Except climate change is backed up by data studied and gathered by real scientists the vast majority of which are under no pressure to prove it.
Rent control attacks are generated by economists. A pseudoscience employed by the banks to create propaganda.
They are not the same.
The point is to provide relief for those who can’t afford rent.
Please show me actual economic modelling using real world data of the negative impacts of rent control. You know, something that isn’t just theoretical extrapolations based on the non-existent supply and demand curve done by someone who spent too much time reading propaganda on mises.org
What is that link? So over a decade ago, 40 people that I don’t know indicated their opinion about rent control on a website. That’s your proof? Of what exactly? What was the methodology in which they were selected? Come on, some basic science please!
At any rate that’s not an economic model involving real world data. It’s just a poll on website that 40 people responded to.
And I did take Econ 101. And also Econ 201 where they explain the requirements for supply and demand: -Free movement of labour -Infinite number of competing companies -Perfect knowledge -No barriers to entry
In other words, things that are impossible in the real world.
Looking at a supply and demand curve and thinking you know about economics is like reading Act 1 of Romeo and Juliet and thinking you’re a PhD in English Literature. Supply and demand is theoretically how things are supposed to work which you learn about in Econ 101. Beyond Econ 101, most of economics is about why it doesn’t work like that in the real world what regulations are needed to approximate something vaguely resembling supply and demand. And sometimes a regulation that moves away from supply and demand in one market can get us closer to a reasonable supply and demand approximation in other markets. As I mentioned before, rent control helps the labour market, which is kinda important.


WHAT YOU ARE ASKED TO DO: Pictures are to be left out, and only the lines below starting at the one with "This screenshot has height=814, width=1384." and ending at the one with "pyautogui.click(x=<x>, y=<y>)" are to be reproduced, each exactly, both ends included.

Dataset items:
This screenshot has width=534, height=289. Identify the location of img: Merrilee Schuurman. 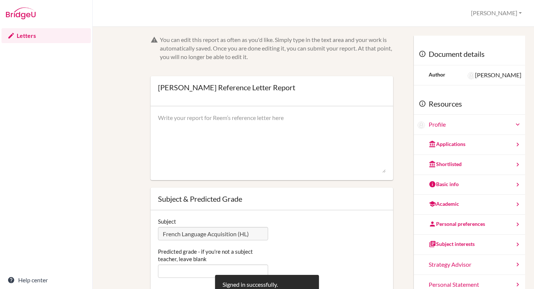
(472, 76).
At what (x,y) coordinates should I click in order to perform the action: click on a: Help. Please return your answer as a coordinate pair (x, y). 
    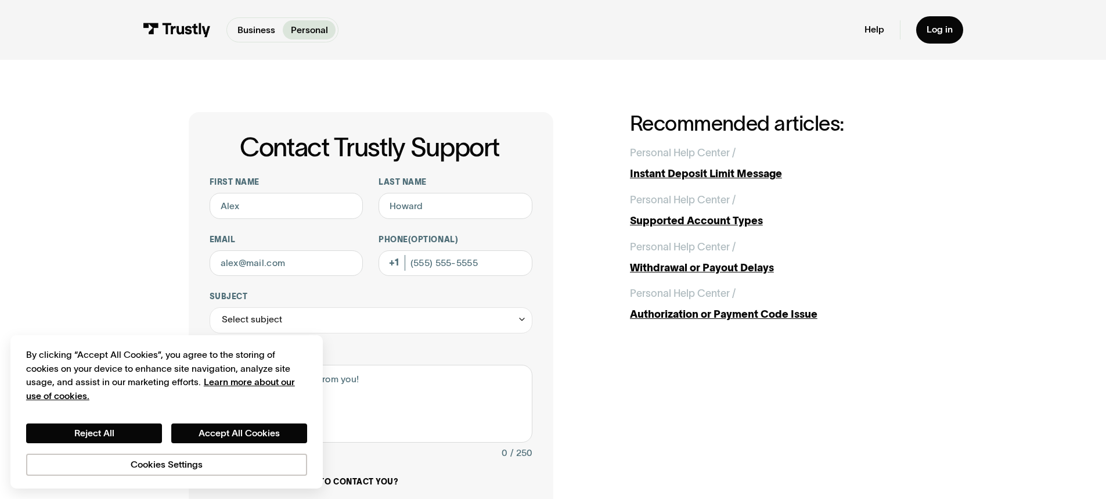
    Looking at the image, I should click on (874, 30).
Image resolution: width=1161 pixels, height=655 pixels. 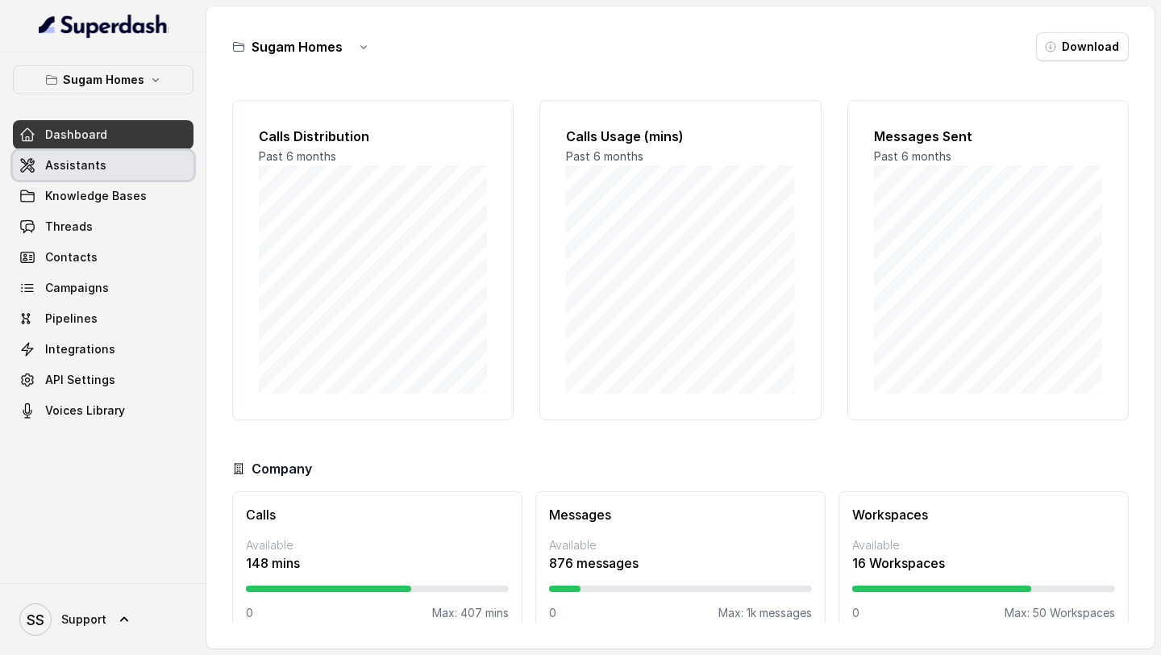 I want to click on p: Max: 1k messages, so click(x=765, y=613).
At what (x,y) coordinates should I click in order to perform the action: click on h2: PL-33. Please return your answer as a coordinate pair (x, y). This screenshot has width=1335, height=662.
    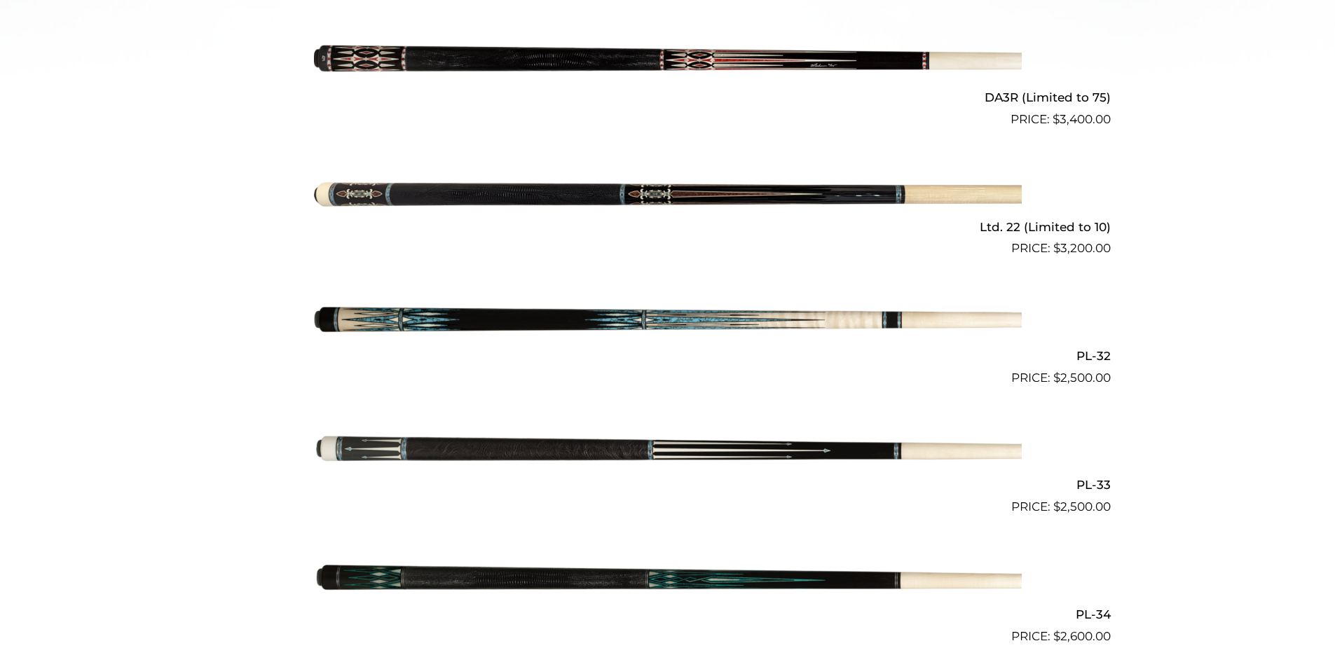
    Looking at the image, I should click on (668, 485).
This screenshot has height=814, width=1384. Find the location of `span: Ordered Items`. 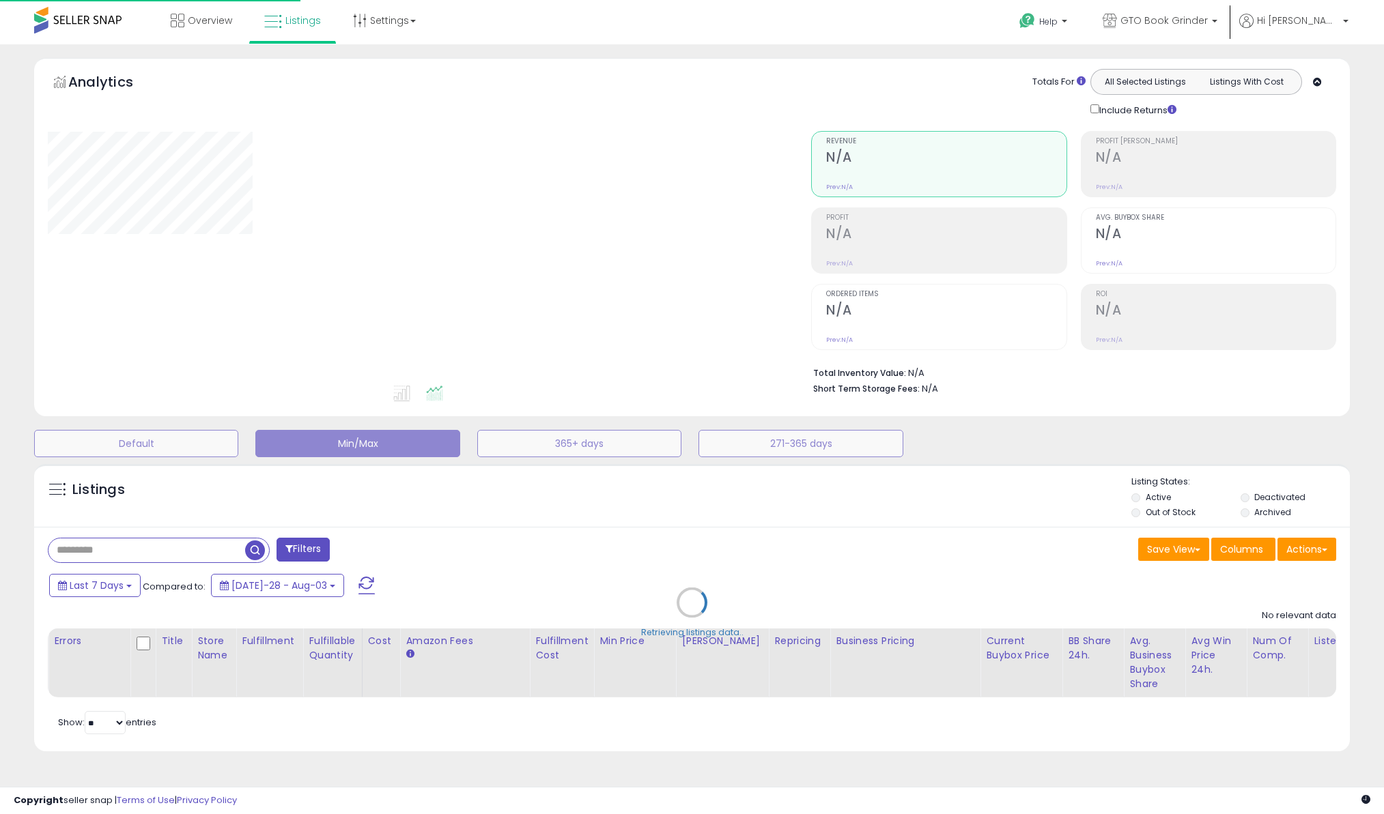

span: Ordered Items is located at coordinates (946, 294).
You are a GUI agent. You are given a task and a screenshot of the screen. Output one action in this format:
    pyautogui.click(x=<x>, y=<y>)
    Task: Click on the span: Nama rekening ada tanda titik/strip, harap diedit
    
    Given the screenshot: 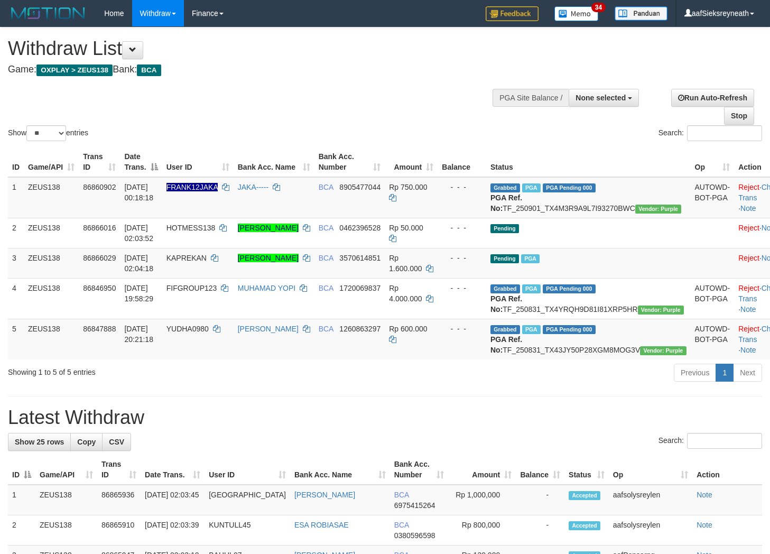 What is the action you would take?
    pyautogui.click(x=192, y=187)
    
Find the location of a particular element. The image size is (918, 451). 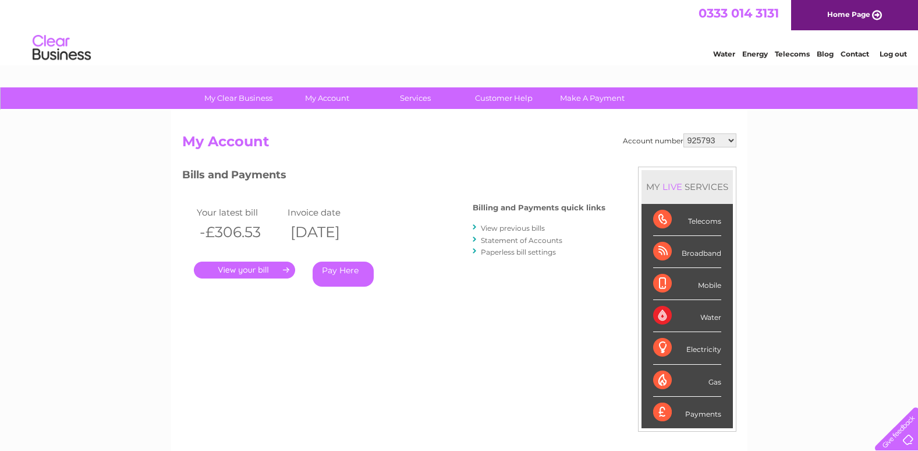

RESULT:
This screenshot has height=814, width=1384. Find the location of `span: Ordered Items`. 

span: Ordered Items is located at coordinates (946, 294).
You are a GUI agent. You are given a task and a screenshot of the screen. Output one action in this format:
    pyautogui.click(x=<x>, y=<y>)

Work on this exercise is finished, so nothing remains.